Comment 52862

By Pxtl (registered) - website | Posted December 09, 2010 at 10:42:44

@Kate

They could put in a push-button that gives a no-left-turn window for the pedestrians to cross, or converts the left arrow into a flashing yellow, or put up a warning for drivers, or something rather than simply shirking the problem with a dead crossing. Again, I've said it before: if the city wants to run expressways through the heart of town, it has a responsibility not to cheap out on it. If the one-way network has created an unsafe crossing, then the solution is not simply to remove the crossing but to secure it. If Locke or King were 2-way, that left-turn wouldn't be blind. Notice how the LRT will fix the problem, since it sounds like they're going to run it on the South side... this means that Lock St. drivers will have to pull into the intersection (and thus not be blind) before they can turn left.

We can always see the logic here... the frustrating fact though is that this city is filled with incredibly creative solutions for vehicular traffic, but when it comes to pedestrian traffic their solution is simply "don't cross here".

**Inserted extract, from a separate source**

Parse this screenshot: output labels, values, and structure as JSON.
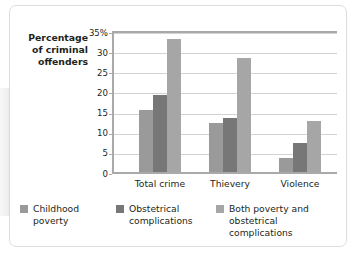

I can totally understand why there's no crossing at the West side of King and Dundurn. It makes perfect sense - you have drivers filtering onto the bridge from 3 directions all the time, including the painfully overcrowded Dundurn. Fine. I disagree with some of the logic, but I can see where they're coming from. But the city shouldn't throw up their hands and say "screw you, pedestrians". The city should be coming up with a solution, like adding a push-button signalized crossing at Bredalbane (taking pedestrians directly to the pedestrian-friendly part of the Fortinos plaza, rather than across the parking lot) or at the 403 Eastbound ramp (so you could protect pedestrians necessarily crossing the ramp where drivers are going at highway speeds and you have to play a game of "guess which lane the oncoming driver is going to be in"). Hell, we're talking about creative solutions to traffic and uncreative solutions to pedestrians: here's a creative one: 3 crosswalks, 1 red light. Make use of this 1-way mayhem in a positive way. Put a crosswalk across the King St. bridge at the Eastbound ramp, a crosswalk across the ramp itself, and a push-button at each end of those. Any of those buttons gives you a red over the Breadalbane crossing. Boom. Ainsliewood and Bredalbane pedestrians get access to the Cricket park on the overflow tank, Fortinos plaza, etc. with one red light.

To me, the problem with the crossings is self-perpetuating. The city doesn't bother with crossings because it's not worth the time to slow a hundred or a thousand drivers for one hypothetical occasional pedestrian... but at the same time, that means that pedestrians will avoid the crossing (or even the area) and so there will never be more than one occasional pedestrian rather than it being a normal pedestrian pathway.

If the city wants to create these high-speed corridors for drivers... well, that's their decision, and we obviously seem outvoted on stopping them. However, that means the city can't just tell pedestrians "go somewhere else".